I. Daniel Posen
University of Toronto
Daniel Posen is an assistant professor in Civil Engineering at the University of Toronto. He holds a dual PhD in Engineering & Public Policy and Civil & Environmental Engineering (Carnegie Mellon University, 2016), a Master of Science in Economics (London School of Economics, 2012), and a Master of Research in Green Chemistry (Imperial College London, 2010). His expertise spans a range of areas including life cycle assessment & life cycle thinking, quantification of emissions uncertainty, economic modeling of fossil fuel & energy markets, and public policy & decision support models. His current projects centre around prioritizing greenhouse gas mitigation strategies, with a focus on urban environments and on selecting among competing uses for biomass.
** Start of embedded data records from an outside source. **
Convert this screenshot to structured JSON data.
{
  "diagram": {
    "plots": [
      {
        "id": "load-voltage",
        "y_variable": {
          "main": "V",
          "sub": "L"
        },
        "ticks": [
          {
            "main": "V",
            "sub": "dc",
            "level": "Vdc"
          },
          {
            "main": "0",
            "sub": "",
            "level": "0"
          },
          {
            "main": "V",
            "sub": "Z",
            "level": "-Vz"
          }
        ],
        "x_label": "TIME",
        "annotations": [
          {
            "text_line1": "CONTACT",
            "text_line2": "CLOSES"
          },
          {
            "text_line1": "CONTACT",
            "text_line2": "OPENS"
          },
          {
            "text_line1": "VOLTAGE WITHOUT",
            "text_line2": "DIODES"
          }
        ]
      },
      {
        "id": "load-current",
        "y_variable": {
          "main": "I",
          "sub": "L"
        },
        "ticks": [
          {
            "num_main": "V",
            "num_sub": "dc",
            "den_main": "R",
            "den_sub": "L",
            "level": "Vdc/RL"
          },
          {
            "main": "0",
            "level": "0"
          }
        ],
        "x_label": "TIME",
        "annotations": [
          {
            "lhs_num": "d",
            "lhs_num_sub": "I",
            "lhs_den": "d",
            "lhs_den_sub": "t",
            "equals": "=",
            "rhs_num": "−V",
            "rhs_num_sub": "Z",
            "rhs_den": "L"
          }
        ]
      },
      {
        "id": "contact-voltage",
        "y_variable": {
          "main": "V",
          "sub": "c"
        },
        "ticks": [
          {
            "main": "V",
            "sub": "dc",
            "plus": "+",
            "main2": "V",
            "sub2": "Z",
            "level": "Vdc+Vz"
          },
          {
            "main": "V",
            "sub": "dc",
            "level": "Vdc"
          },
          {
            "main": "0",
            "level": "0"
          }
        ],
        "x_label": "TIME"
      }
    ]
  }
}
A basic assumption underlying many transportation fuel policies is that the use of a lower-carbon alternative to, say, gasoline, avoids the use of an equivalent quantity of gasoline—this assumption is embedded in the conventional attributional life cycle assessment approach. In contrast, a growing literature has shown that biofuel policies lead to a variety of consequential, market-mediated effects (e.g., indirect land use change (ILUC) and the indirect fuel use effect (IFUE)) that can undermine desired greenhouse gas (GHG) reductions. This paper models the previously unquantified GHG impact that results from petroleum refineries changing their product slate in response to market conditions (petroleum product mix change, PPMC).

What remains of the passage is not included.